Arcade Creek Project

The Arcade Creek Project is the nation's largest environmental monitoring group run by high school students. Over 350 students work in 11 different studies (Botany, Chemistry, Outreach, Restoration, etc) monitoring the Arcade Creek, California's largest urban watershed. Over the past 18 years, members have logged more than 50,000 combined hours monitoring and improving the creek's health. I worked as Technology Team Manager when I was in high school.

Recently, I've continued my work with the project by updating their public outreach website, and creating a web app to enable easier management. The public site needed to be brought up to modern web standards; the old site was non-responsive, included a Flash-based banner, and was rarely updated. I updated the site to a modern design and modern technologies (including Git to enable version control) and have run several training sessions to bring new members up-to-speed on the new features.

The new web app was a significantly more complicated undertaking. Previously the project used a Bento database to track equipment inventory, volunteer information and hours, and study data. I created a web app using the Meteor framework, enabling a much more versatile management system. Members can RSVP to scheduled outings, track their hours, and message other project members. Team managers can track where their equipment is and ensure that all members are participating.

In the process of building the app, I learned a great deal that led me to begin a rewrite of the app. Version 2.0 will be an update to the underlying technologies to enable better features and functionality, and to fix bugs that have cropped up in version 1.0. The app is no longer Meteor-based, as the monolithic structure and Meteor's build process magic meant that maintenance and improvements were hard to undertake. Instead I've shifted to a more decoupled infrastructure (although I haven't settled on a front-end/view framework), and I'm designing the app to be a Progressive Web App (Google-jargon) with offline and push messaging support.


◆ **Instructions for the task**
Repeat exactly the lines below from the line that contains "Locate clothing on screen." to the last line, inclusive, without the pictures.
***** Extracted records *****
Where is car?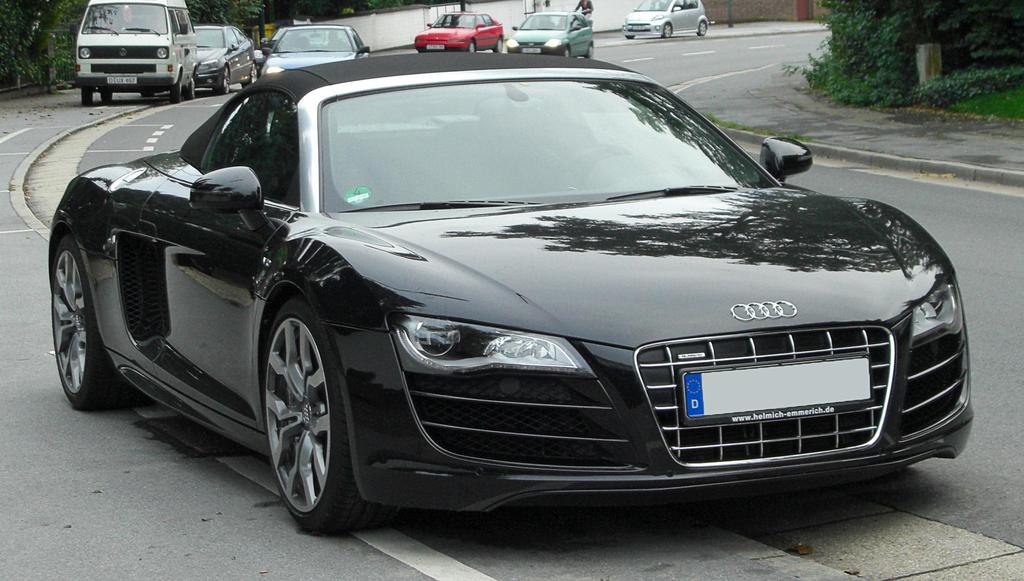
505 9 594 61.
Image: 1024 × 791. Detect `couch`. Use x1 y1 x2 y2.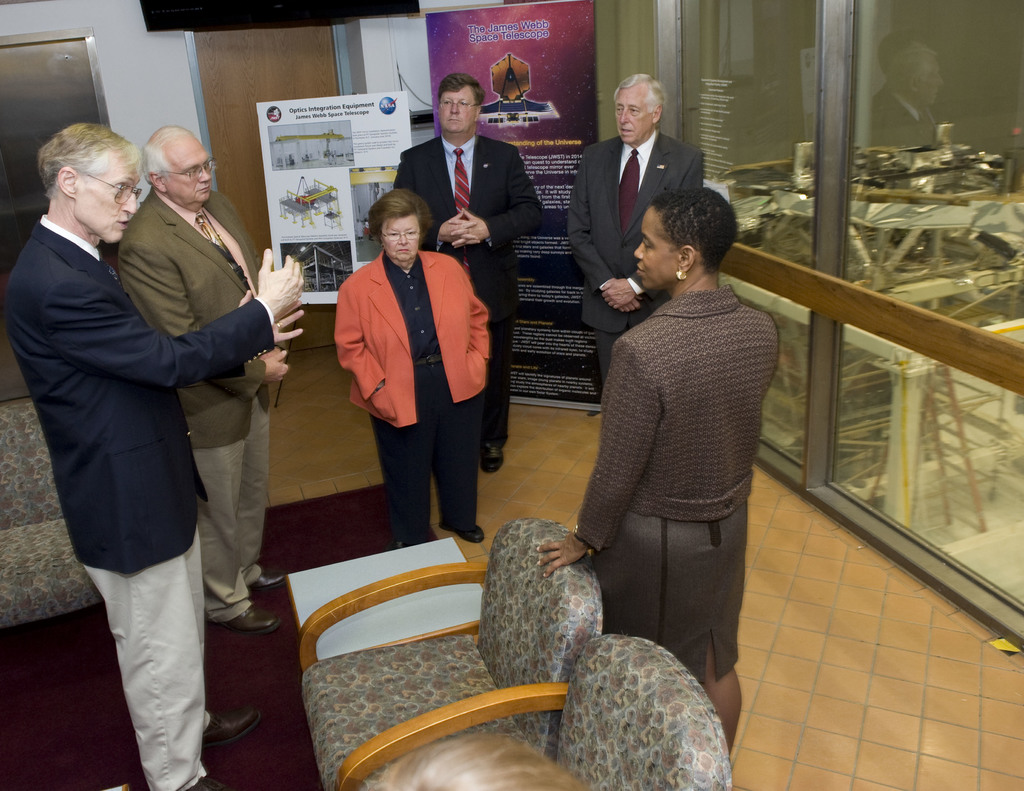
556 631 732 790.
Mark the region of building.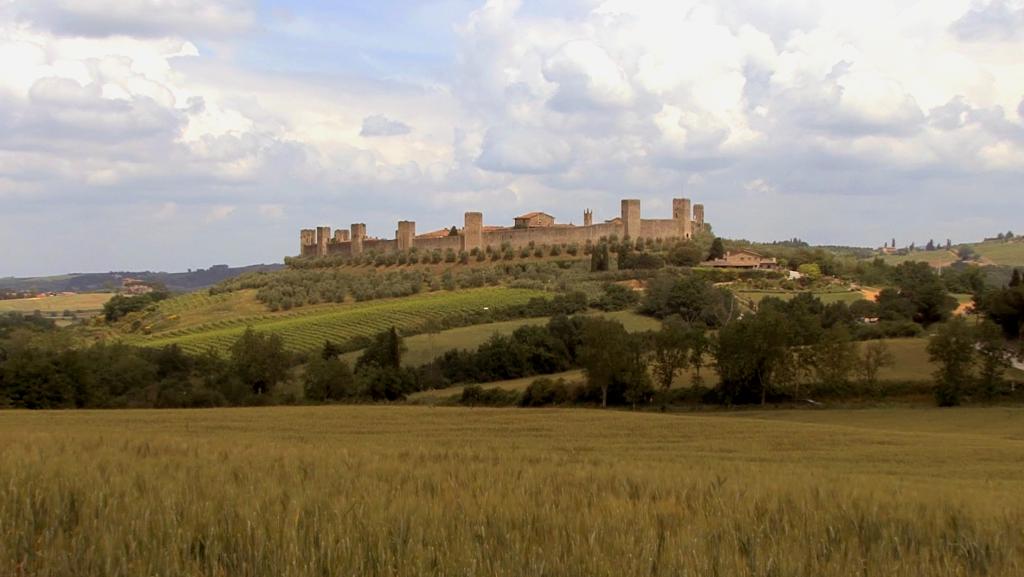
Region: 296:198:712:252.
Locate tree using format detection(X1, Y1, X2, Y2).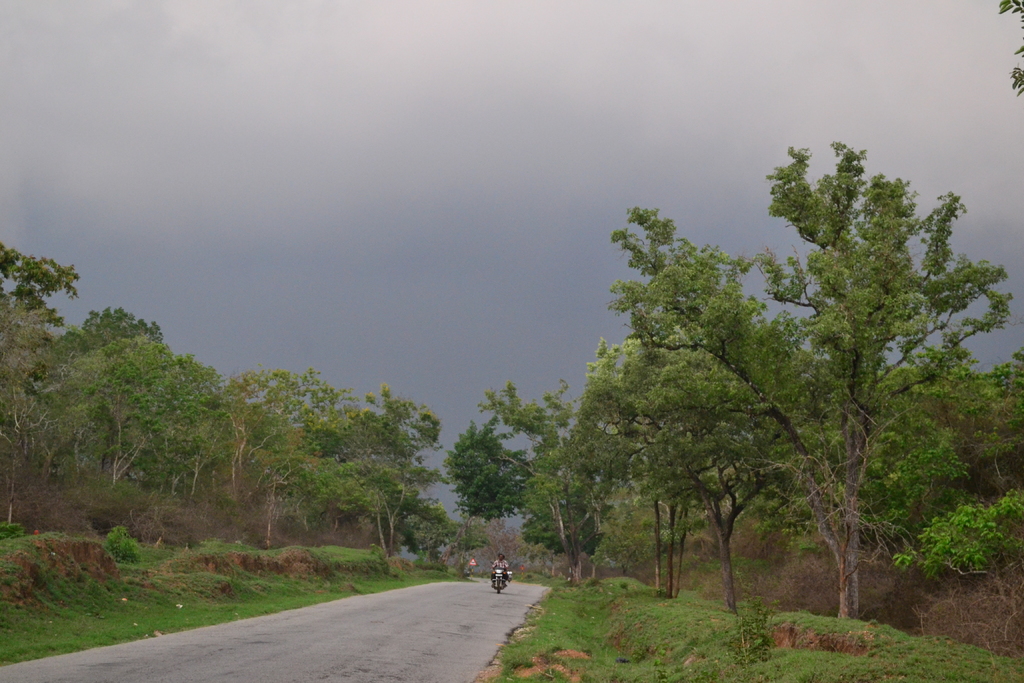
detection(43, 294, 169, 370).
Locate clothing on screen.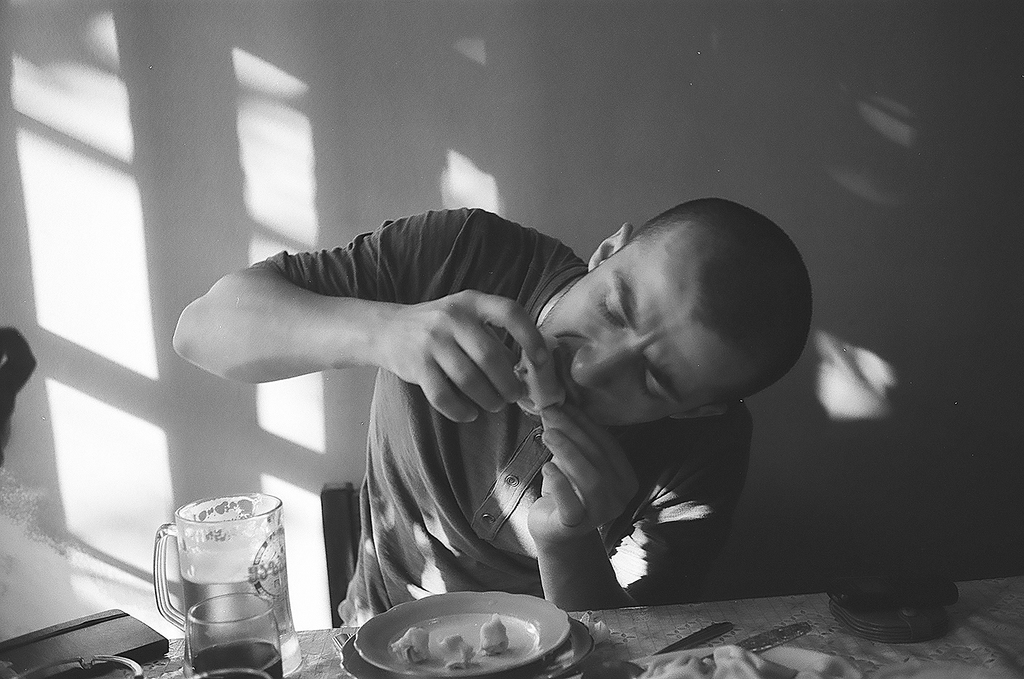
On screen at 201 135 831 621.
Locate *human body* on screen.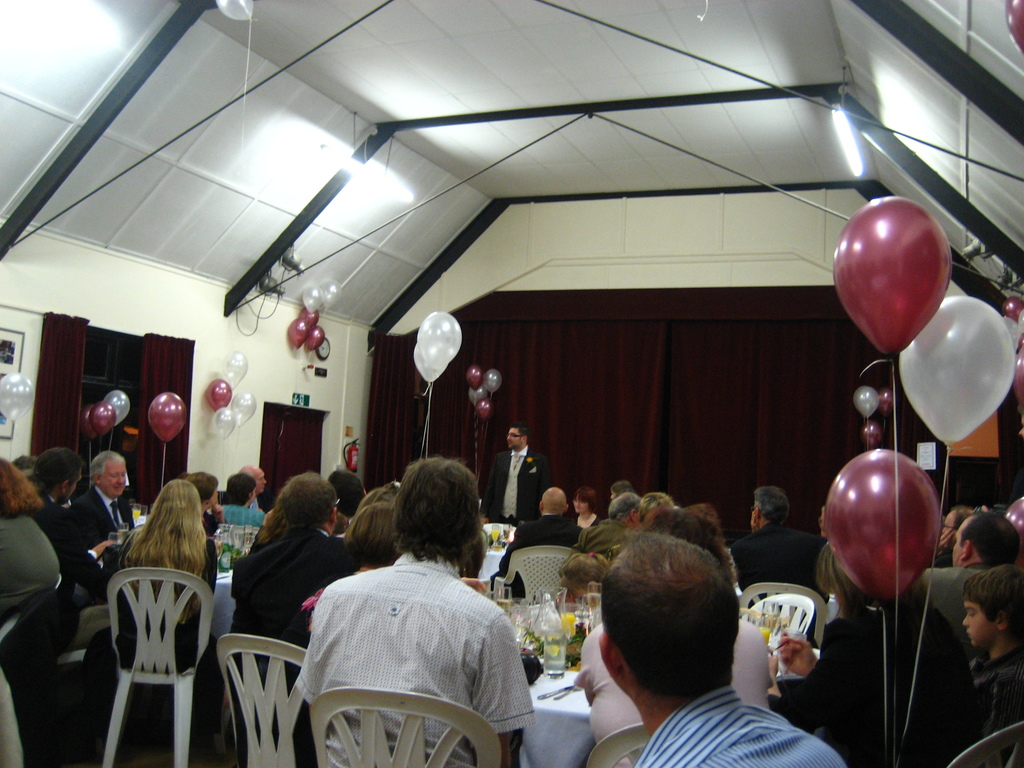
On screen at bbox(732, 518, 830, 605).
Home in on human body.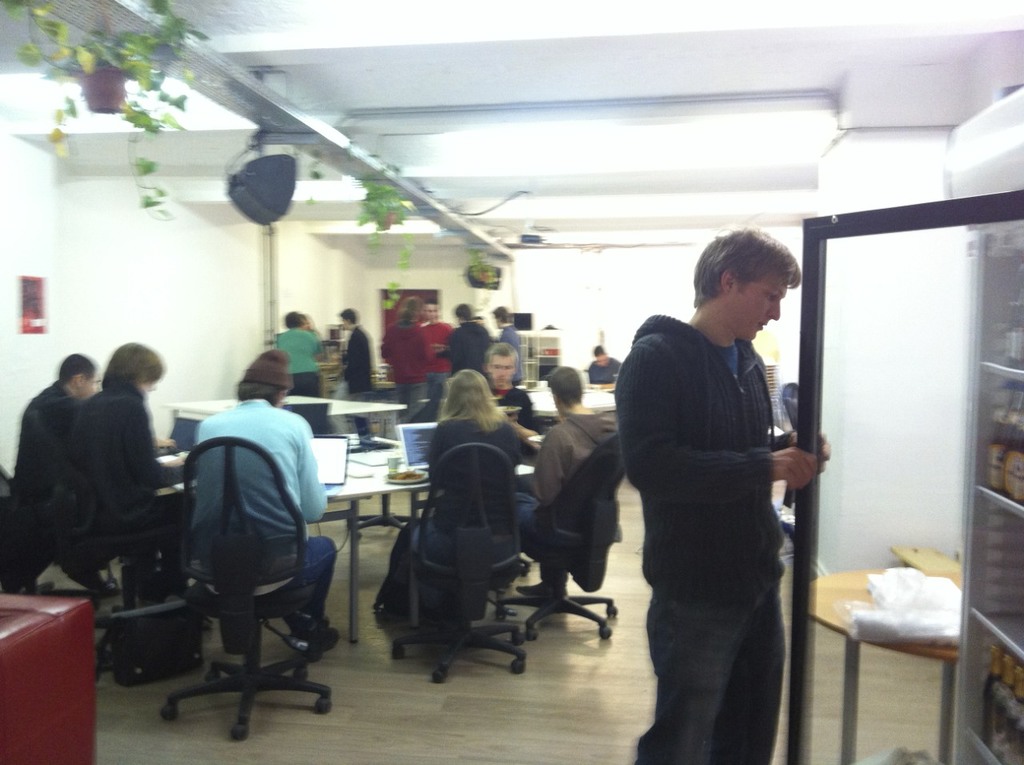
Homed in at Rect(425, 377, 537, 534).
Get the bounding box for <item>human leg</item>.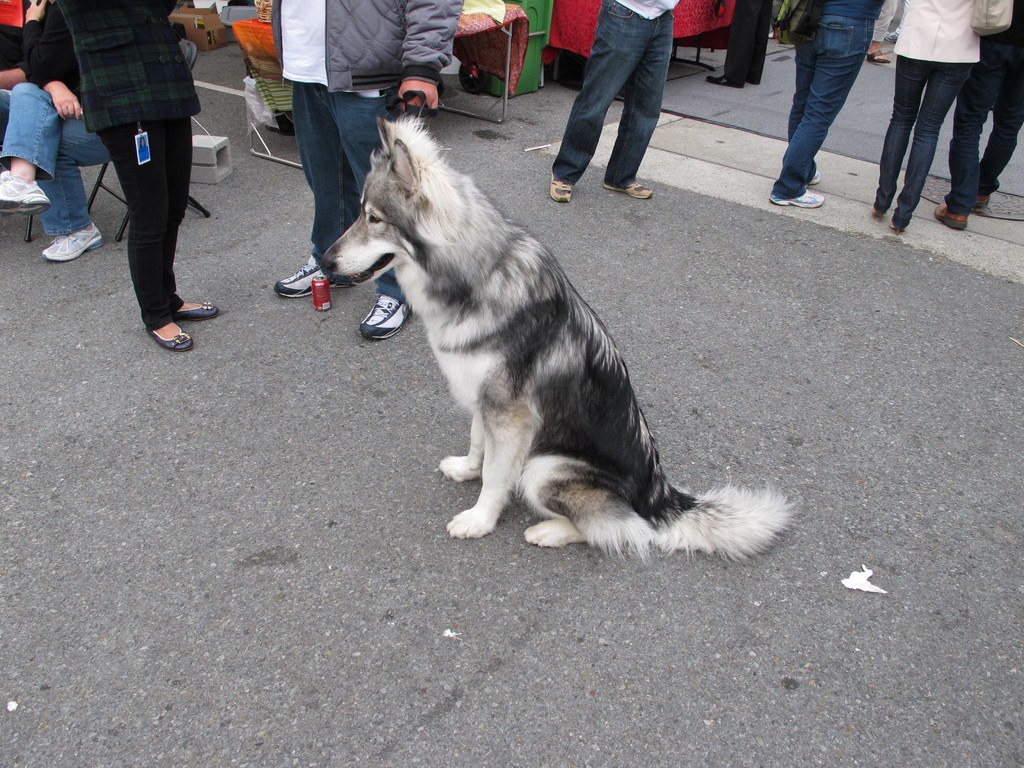
[893, 63, 970, 227].
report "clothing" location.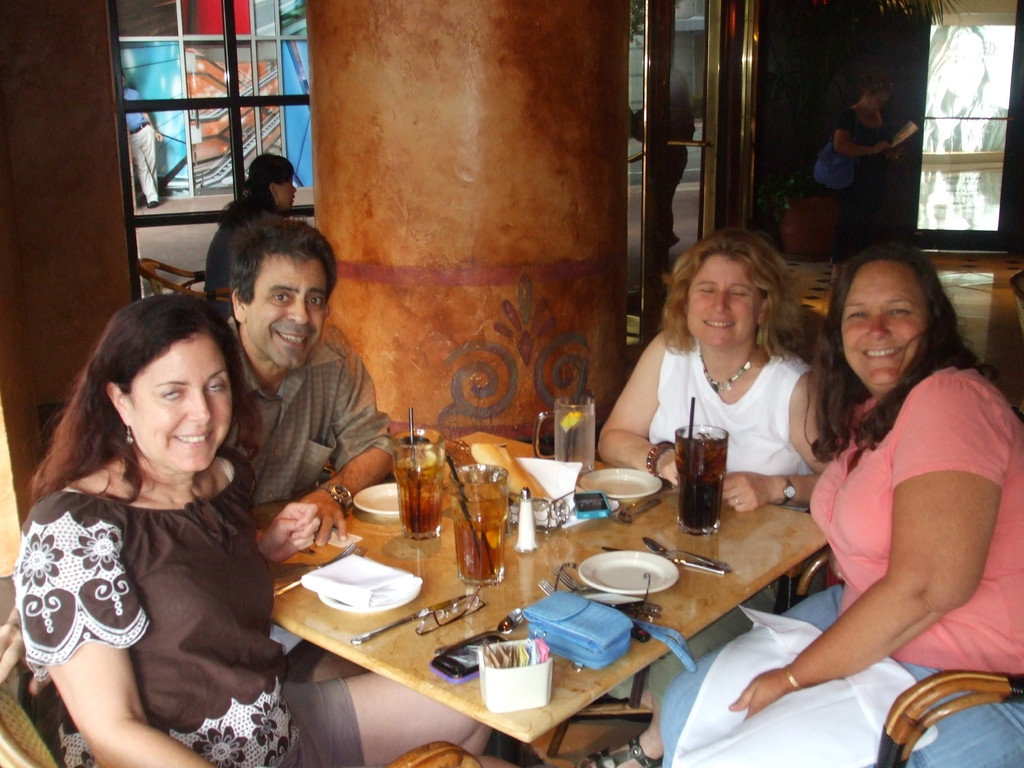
*****
◆ **Answer below**
Locate clothing on screen.
On screen at 201 135 831 621.
Locate *human body* on screen.
On screen at bbox(732, 518, 830, 605).
Home in on human body.
Homed in at Rect(425, 377, 537, 534).
Get the bounding box for <item>human leg</item>.
[893, 63, 970, 227].
report "clothing" location.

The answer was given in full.